Constitutional – Due Process – County Regulations – Pool Fence – Sovereign Immunity – Excess Insurance

Ballard v. Shelley (Lawyers Weekly No. 011-028-18, 13 pp.) (Richard Dietz, J.) Appealed from Cabarrus County Superior Court (C.W. Bragg, J.) N.C. App.

Holding: Defendants allege that Cabarrus County reconsidered previously approved (and final) permit and code determinations without notifying defendants or permitting them an opportunity to contest the decision through available means. Defendants’ allegations are sufficient to state a claim for a due process violation.

We affirm the trial court’s dismissal of defendants’ tort claim against the county. We dismiss defendants’ appeal of the trial court’s dismissal of their declaratory judgment claim. We reverse the trial court’s dismissal of defendants’ due process claim.

This complicated case arose out of neighbors’ displeasure at defendants’ construction of a fence around their pool.

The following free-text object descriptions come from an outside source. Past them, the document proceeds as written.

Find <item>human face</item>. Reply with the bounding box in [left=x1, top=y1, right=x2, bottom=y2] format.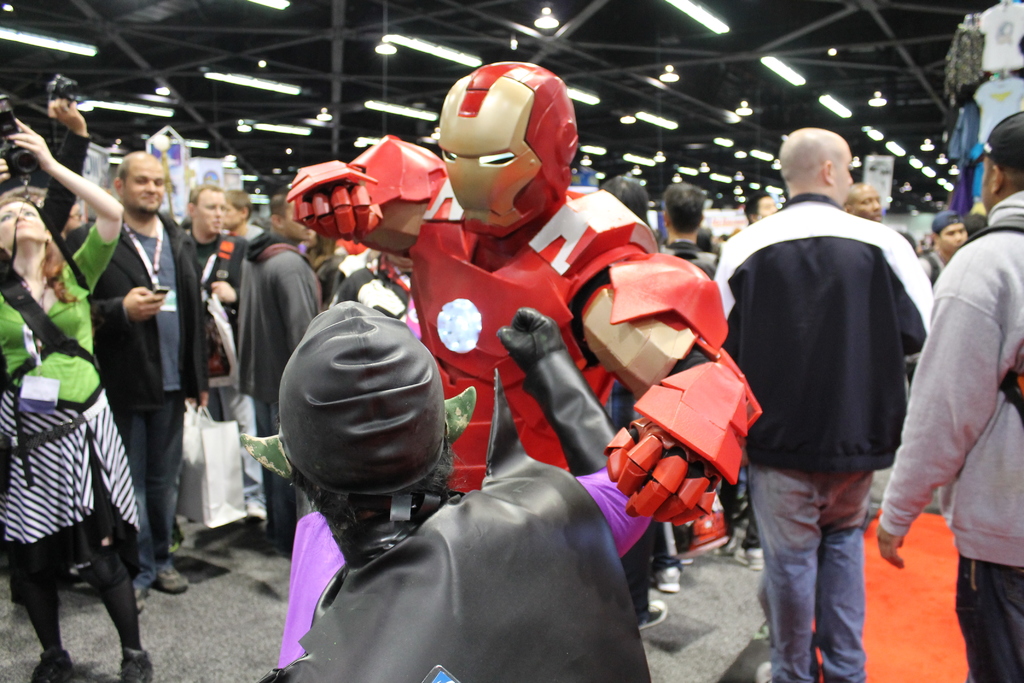
[left=124, top=158, right=164, bottom=211].
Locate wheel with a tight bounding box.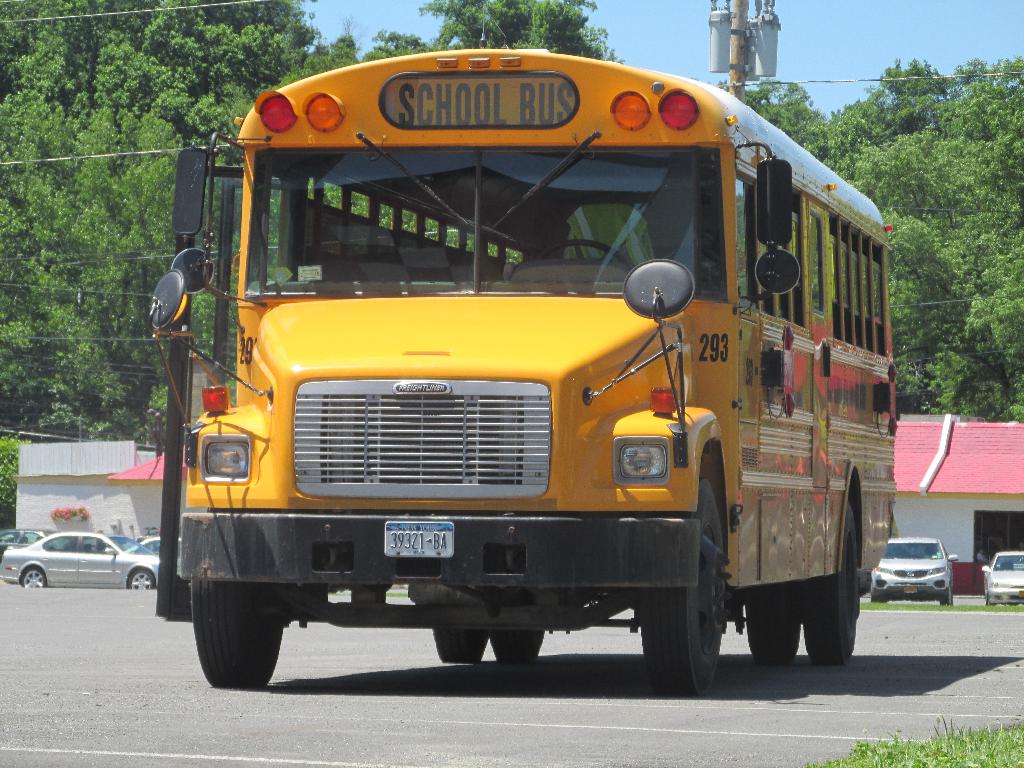
select_region(431, 623, 486, 663).
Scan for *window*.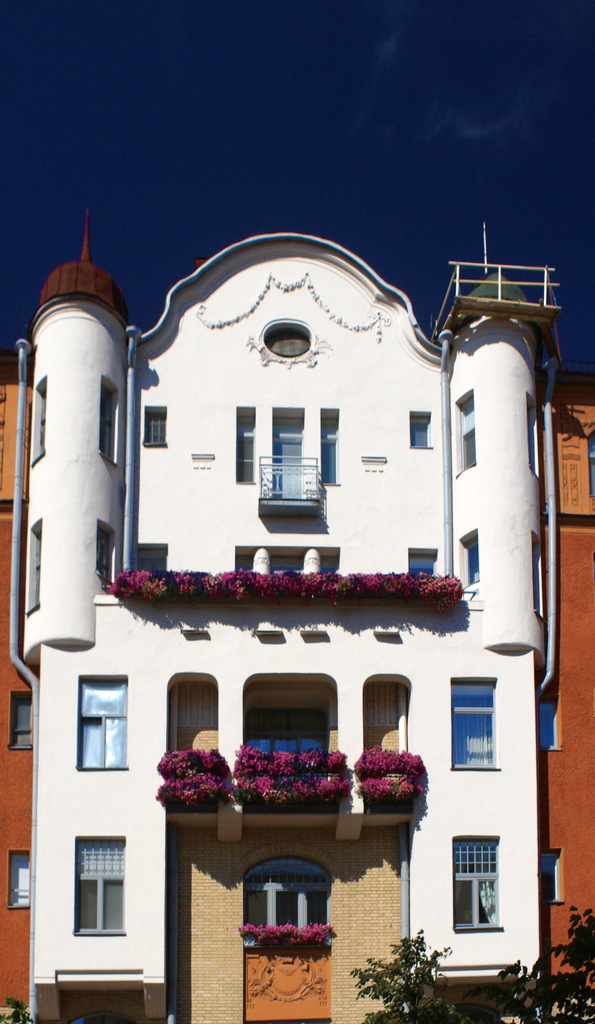
Scan result: bbox(81, 680, 126, 771).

In a crossclaim against the county, defendants allege that the county approved their fence and found that it complied with applicable building code and permit requirements. Then, after the time to administratively challenge those code and permitting determinations expired, and under pressure from other county residents, the county “fabricated” code or permit violations and used these new violations to challenge the construction of the fence. Defendants further allege that the county pursued these new code or permit violations outside the normal administrative and judicial review process and without providing defendants with notice and an opportunity to be heard.

These allegations are sufficient to state a valid constitutional claim for violation of procedural due process rights.

Even though the county has purchased liability insurance, the policy is for excess liability coverage that only kicks in when a judgment is entered against the county or the county agrees to pay a claim with the insurer’s approval. Since defendants have not shown that either of these triggering events has occurred, the terms of the excess insurance policy do not waive the county’s governmental immunity. Therefore, the trial court properly dismissed defendants’ common law tort claims based on the county’s assertion of immunity.

Defendants concede that their declaratory judgment claim is “a reciprocal claim mirroring two other claims” asserted against them, both of which remain to be litigated. The dismissal of this sort of redundant declaratory judgment claim does not implicate substantial rights. Accordingly, we lack jurisdiction to address the trial court’s dismissal of defendants’ declaratory judgment claim.

Affirmed in part, dismissed in part, reversed and remanded in part.